There was a loud bang, and suddenly the Southwest Airlines jet rolled 41 degrees to the left. Smoke began to fill the cabin, and flight attendants rushed row by row to make sure all passengers could get oxygen from their masks.
When flight attendant Rachel Fernheimer got to row 14, she saw a woman still restrained by her lap belt but with her head, torso and arm hanging out a window.
Fernheimer grabbed one of the woman’s legs while flight attendant Seanique Mallory grabbed her lower body.
The new accounts of the harrowing April incident were released as the National Transportation Safety Board began a hearing Wednesday into the engine failure on Southwest Flight 1380, which carried 144 passengers and five crew members. The flight attendants described being unable to bring the woman back in the plane until two male passengers stepped in to help.

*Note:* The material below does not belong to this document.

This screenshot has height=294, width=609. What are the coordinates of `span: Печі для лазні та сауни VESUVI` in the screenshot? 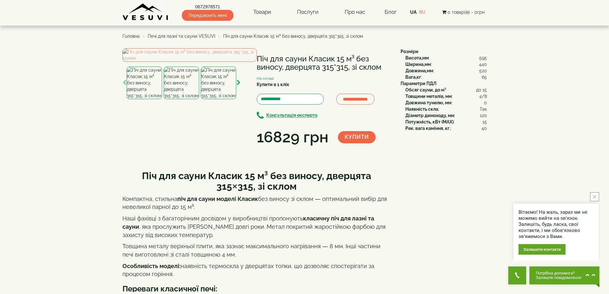 It's located at (181, 36).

The flight attendants told investigators at least one of the men put his arm out of the window and wrapped it around the woman’s shoulder to help pull her back in. Fernheimer said when she looked out the window, she could see that one of the plane’s engines was shattered, and there was blood on the outside of the aircraft.
The passenger in the window seat, Jennifer Riordan, was fatally injured — the first death on a U.S. airline flight since 2009. Eight other passengers including at least one of the men who helped pull Riordan back in the window, suffered minor injuries.
Pilots Tammie Jo Shults and Darren Ellisor made an emergency landing of the crippled Boeing 737-700 in Philadelphia.
The accident was triggered by an engine fan blade that broke off. A piece of engine cover struck and broke the window next to Riordan, a 43-year-old mother of two from Albuquerque, New Mexico.
Wednesday’s hearing in Washington focused on design and inspection of fan blades on the engine, made by CFM International, a joint venture of General Electric and France’s Safran S.A.
After the accident, CFM recommended more advanced and frequent blade inspections, and regulators made those changes mandatory.
Representatives from CFM, Boeing and the Federal Aviation Administration were also expected to be questioned about design of the engine housing, which is supposed to prevent pieces from breaking loose.